The Flagellants were groups of men who traveled from town to town, whipping themselves with heavy leather thongs tipped with metal studs. They did this publicly, singing hymns and crying out for mercy. They thought that by punishing their own flesh, they could appease God’s anger and stop the pandemic.
In reality, they probably made things worse. They moved from one town to another, likely carrying fleas in their clothes and spreading the bacteria even faster. Plus, they were creating open wounds on their backs in an era without antibiotics. It was a public health nightmare masquerading as a religious revival.
🔗 Read more: Oolong Tea Fat Loss: What the Science Actually Says About Your Metabolism
Diet, Vinegar, and Social Distancing
Not every treatment was gruesome. Some was just... dietary. People were told to avoid "moist" foods like lettuce or cucumbers. They were encouraged to eat "dry" and "bitter" things. Vinegar was a huge deal. People washed their hands, faces, and even their money in vinegar, hoping the acidity would kill the "seeds" of the plague. Honestly, this was one of the few things that might have actually helped a tiny bit, as the acid can be a mild disinfectant, though it wasn't enough to stop a flea bite.
One of the most effective treatments for the Black Death wasn't a medicine at all, but a policy: Quarantine. The word itself comes from the Italian quaranta giorni, meaning forty days. In 1377, the city of Ragusa (now Dubrovnik) established a "trentino" (30-day isolation) for ships arriving from infected areas, which was later extended to 40 days. They didn't understand the biology, but they understood the pattern. If you stayed away from people for 40 days and didn't die, you were probably safe.
Modern Medicine vs. The Middle Ages
It’s easy to look back and laugh at the chicken-strapping and the flower-smelling. But we have to remember they were terrified. Today, if you catch the plague (and yes, it still exists in places like Madagascar, the Southwestern US, and parts of Asia), the treatment is wildly different.
We use antibiotics. It’s that simple. Streptomycin, gentamicin, or doxycycline can knock the bacteria out if caught early. The mortality rate drops from 60-90% down to under 10% with modern care. We don't lance buboes anymore; we use targeted IV fluids and respiratory support.

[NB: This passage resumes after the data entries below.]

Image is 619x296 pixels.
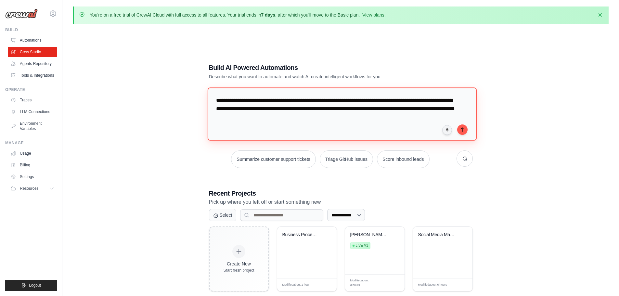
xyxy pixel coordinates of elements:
[8,95,57,105] a: Traces
[5,27,57,33] div: Build
[8,70,57,81] a: Tools & Integrations
[389,281,395,285] span: Edit
[370,281,382,285] span: Manage
[5,140,57,146] div: Manage
[351,232,390,238] div: Ray Dalio Stock Portfolio Analysis Team
[283,232,322,238] div: Business Process Playbook Development Team
[8,172,57,182] a: Settings
[8,118,57,134] a: Environment Variables
[5,87,57,92] div: Operate
[457,151,473,167] button: Get new suggestions
[209,198,473,206] p: Pick up where you left off or start something new
[363,12,384,18] a: View plans
[209,209,237,221] button: Select
[418,283,447,287] span: Modified about 6 hours
[90,12,386,18] p: You're on a free trial of CrewAI Cloud with full access to all features. Your trial ends in , aft...
[209,189,473,198] h3: Recent Projects
[370,281,387,285] div: Manage deployment
[321,283,327,287] span: Edit
[356,243,368,248] span: Live v1
[457,283,463,287] span: Edit
[8,160,57,170] a: Billing
[351,279,371,287] span: Modified about 3 hours
[443,125,452,135] button: Click to speak your automation idea
[320,151,373,168] button: Triage GitHub issues
[377,151,430,168] button: Score inbound leads
[29,283,41,288] span: Logout
[224,261,255,267] div: Create New
[8,107,57,117] a: LLM Connections
[8,148,57,159] a: Usage
[261,12,275,18] strong: 7 days
[8,35,57,46] a: Automations
[231,151,316,168] button: Summarize customer support tickets
[418,232,458,238] div: Social Media Management Hub
[5,280,57,291] button: Logout
[20,186,38,191] span: Resources
[8,59,57,69] a: Agents Repository
[209,73,428,80] p: Describe what you want to automate and watch AI create intelligent workflows for you
[8,47,57,57] a: Crew Studio
[5,9,38,19] img: Logo
[224,268,255,273] div: Start fresh project
[209,63,428,72] h1: Build AI Powered Automations
[8,183,57,194] button: Resources
[283,283,310,287] span: Modified about 1 hour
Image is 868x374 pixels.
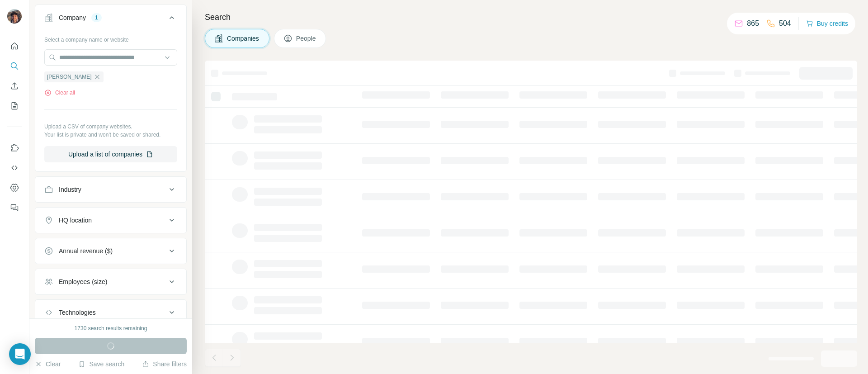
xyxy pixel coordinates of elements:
p: Upload a CSV of company websites. [44,122,178,130]
button: Quick start [7,38,22,54]
button: Annual revenue ($) [35,240,186,262]
div: 1 [91,14,102,22]
button: Company1 [35,7,186,32]
span: Companies [227,34,260,43]
span: [PERSON_NAME] [47,73,92,81]
span: People [296,34,317,43]
button: Share filters [142,360,187,368]
button: Upload a list of companies [44,146,178,163]
img: Avatar [7,9,22,24]
button: Feedback [7,199,22,215]
button: Enrich CSV [7,78,22,94]
div: Technologies [59,308,96,317]
div: Company [59,13,86,22]
p: 865 [747,18,759,29]
button: Clear [35,360,60,368]
button: Use Surfe API [7,160,22,176]
button: HQ location [35,209,186,231]
button: Technologies [35,302,186,323]
div: Annual revenue ($) [59,246,113,256]
button: Buy credits [806,17,848,30]
div: Select a company name or website [44,32,178,44]
button: Search [7,58,22,74]
button: Dashboard [7,179,22,196]
button: Clear all [44,88,75,97]
button: My lists [7,98,22,114]
h4: Search [205,11,857,24]
div: 1730 search results remaining [75,324,148,333]
div: Employees (size) [59,277,107,286]
button: Save search [78,360,124,368]
button: Use Surfe on LinkedIn [7,140,22,156]
p: Your list is private and won't be saved or shared. [44,130,178,139]
div: Industry [59,185,82,194]
div: Open Intercom Messenger [9,343,31,365]
div: HQ location [59,215,92,225]
button: Industry [35,179,186,201]
button: Employees (size) [35,271,186,292]
p: 504 [779,18,791,29]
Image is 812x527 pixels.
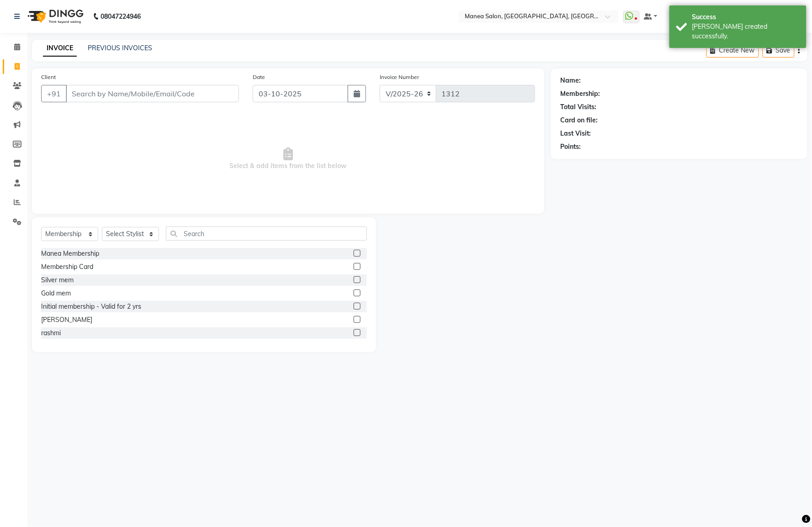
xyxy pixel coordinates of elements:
img: logo [23,4,86,29]
button: Create New [707,44,759,58]
div: Success [692,12,800,22]
a: INVOICE [43,40,77,57]
input: Search [166,227,367,241]
div: [PERSON_NAME] [41,316,93,325]
button: +91 [41,85,67,102]
button: Save [763,44,795,58]
a: PREVIOUS INVOICES [87,44,152,52]
label: Date [253,73,265,82]
div: Initial membership - Valid for 2 yrs [41,302,141,312]
div: Last Visit: [561,129,591,138]
div: Silver mem [41,276,73,285]
label: Client [41,73,56,82]
div: rashmi [41,328,61,338]
div: Name: [561,76,581,85]
div: Card on file: [561,116,598,125]
input: Search by Name/Mobile/Email/Code [66,85,239,102]
label: Invoice Number [380,73,420,82]
b: 08047224946 [100,4,141,29]
span: Select & add items from the list below [41,113,535,204]
div: Bill created successfully. [692,22,800,41]
div: Points: [561,142,581,152]
div: Total Visits: [561,102,597,112]
div: Manea Membership [41,249,99,258]
div: Membership Card [41,262,93,272]
div: Membership: [561,89,600,99]
div: Gold mem [41,289,71,298]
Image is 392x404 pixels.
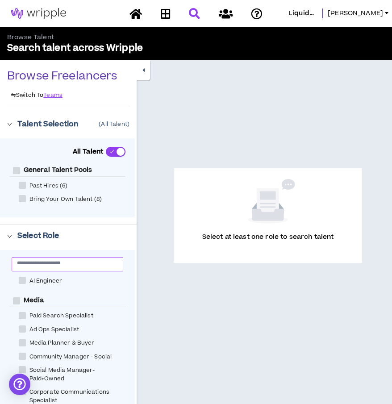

Why the Plague Finally Receded
The Black Death didn't end because someone found a cure. It ended because it ran out of people to kill, and humans started getting smarter about sanitation. Better housing (moving from wood/mud to brick) meant fewer rats living in the walls. Better hygiene meant fewer fleas.
The "treatments" of the 1300s were a desperate attempt by a society to make sense of a microscopic enemy they couldn't see. They focused on what they could control: smells, blood, and prayer.
Actionable Takeaways for History Enthusiasts
If you're researching the history of medicine or looking for ways to understand how human society reacts to pandemics, keep these points in mind:
- Look for Primary Sources: Read the Decameron by Giovanni Boccaccio. He lived through the plague in Florence and describes the various social and medical responses in vivid, often horrifying detail.
- Acknowledge the Context: Don't judge medieval doctors by modern standards. They were using the most "advanced" science available to them at the time.
- Study the Long-Term Effects: The failure of these treatments led to a massive shift in how people viewed the Church and the medical establishment, eventually paving the way for the Renaissance and the Scientific Revolution.
- Stay Informed on Modern Zoonotic Diseases: The plague is a zoonotic disease (jumping from animals to humans). Understanding how it spreads from fleas to rodents to us is key to preventing modern outbreaks.
The history of the Black Death is a reminder of how far we’ve come. We moved from aromatic pomanders to molecular biology. We moved from whipping ourselves in the streets to developing vaccines. It’s a grisly history, but it's the foundation of everything we know about public health today.